There’s very little question about where all of this is going, but rather incredibly the film continues to pile on even more coincidences and unlikely happenings (just one salient example: Chinese cell phones evidently withstand rather lengthy immersion better than domestic ones). But Kill Zone 2 moves so quickly through its improbabilities that many viewers probably either won’t have time to think about the increasing levels of the ridiculous, or in fact perhaps won’t care even if they do. Some elements, like a “nightmare” Sa has involving a wolf add a bit of mystical import to the proceedings, but in essence this is the Chinese equivalent of a “popcorn flick”, and needs to be appreciated as such. It’s brisk, often bracingly violent (a couple of standout set pieces are spectacularly staged), and in the whole weirdly enjoyable despite its tendency to stretch suspension of disbelief to the breaking point.


Kill Zone 2 Blu-ray Movie, Video Quality  4.0 of 5

Kill Zone 2 is presented on Blu-ray courtesy of Well Go USA with an AVC encoded 1080p transfer in 2.39:1. The IMDb lists this as a Red Epic shot production, finished at a 2K DI. Aside from a few transitory banding issues (you'll notice the first in the "red sea" little Sa is swimming in), this is by and large a really nice looking transfer. The imagery is consistently sharp, clear and extremely well detailed, especially in the many numerous extreme close-ups. A number of moments have been intentionally tweaked to resemble either raw video feeds or at the least a somewhat "distressed" appearance (see screenshot 6), and during these typically rather brief scenes detail levels are understandably lessened. A number of scenes have been both pretty garishly lit and then graded toward a greenish yellow that is kind of sickly looking, especially with regard to flesh tones, but which does not materially affect detail levels.


Kill Zone 2 Blu-ray Movie, Audio Quality  4.5 of 5

Our audio specs above are a tad misleading, since Kill Zone 2's original soundtrack version features a variety of different languages being spoken, including Cantonese, Mandarin and Thai. One way or the other, my personal recommendation is to stick with the original multi-language DTS-HD Master Audio 5.1 track, not just for "purity"'s sake, but also because the overall mix is somewhat more vibrant than the passable English dub that's also available in DTS-HD Master Audio 5.1. The original language(s) mix is expectedly robust in the fight sequences, where all sorts of discrete channelization helps to envelop the listener in the hustle and bustle of bones being snapped to pieces, and there are a number of other interesting ambient environmental effects that dot the surround channels in other moments. Sa's nightmare about the wolf provides a little growly low end, but there's more than ample actual LFE in any number of action sequences. Fidelity is top notch with no problems of any kind to report.

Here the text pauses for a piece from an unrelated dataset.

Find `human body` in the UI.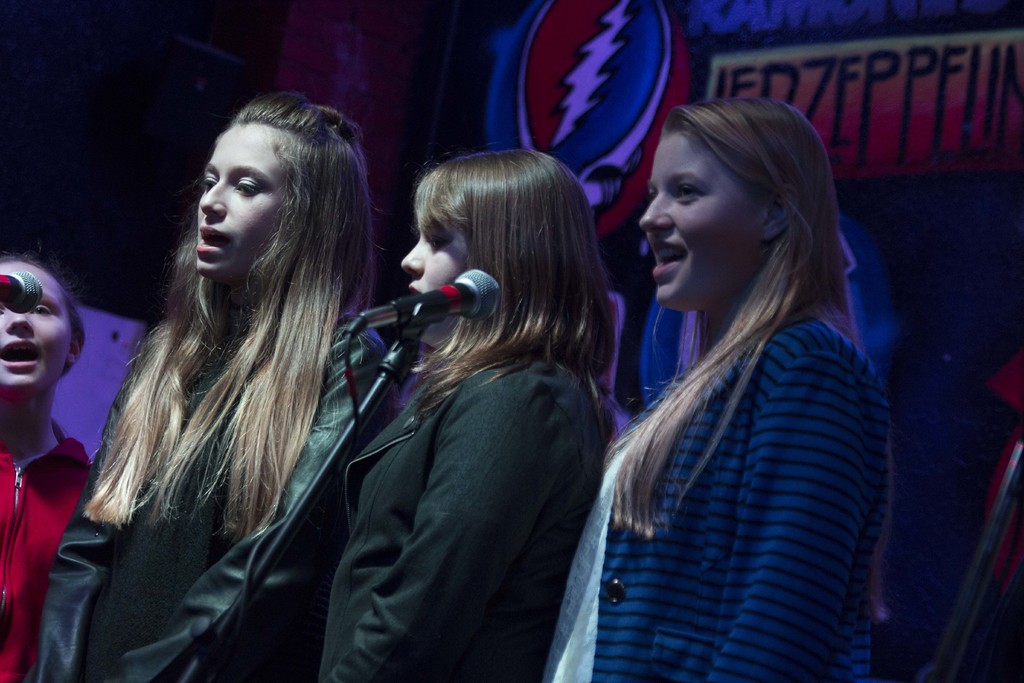
UI element at box=[32, 92, 386, 682].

Kill Zone 2 Blu-ray Movie, Special Features and Extras  1.5 of 5

  • Making Of includes:
  • The Story (1080p; 2:26)
  • The Fights (1080p; 3:15)
  • The Vision (1080p; 2:47)
  • Deleted Scenes include:
  • Welcome to Rehab (1080p; 1:40)
  • Police Harassment (1080p; 1:32)
  • Kit's Apartment (1080p; 2:19)
  • Kit: Undercover Cop (1080p; 1:52)
  • Prison Punishment (1080p; 3:39)
  • Chai Reads Sa's Letter (1080p; 1:57)
  • Wa's Warning (1080p; 3:11)
  • Sa's Song (1080p; 00:59)
  • Trailer (1080p; 1:33)


Kill Zone 2 Blu-ray Movie, Overall Score and Recommendation  3.5 of 5

Kill Zone 2 may ultimately not make one whit of sense, but it hardly matters as the film careens through a number of wonderfully staged fight sequences and pretends to care about at least a couple of its characters. It's all resolutely silly, but it's also all immensely enjoyable. Technical merits are generally strong, and Kill Zone 2 comes Recommended.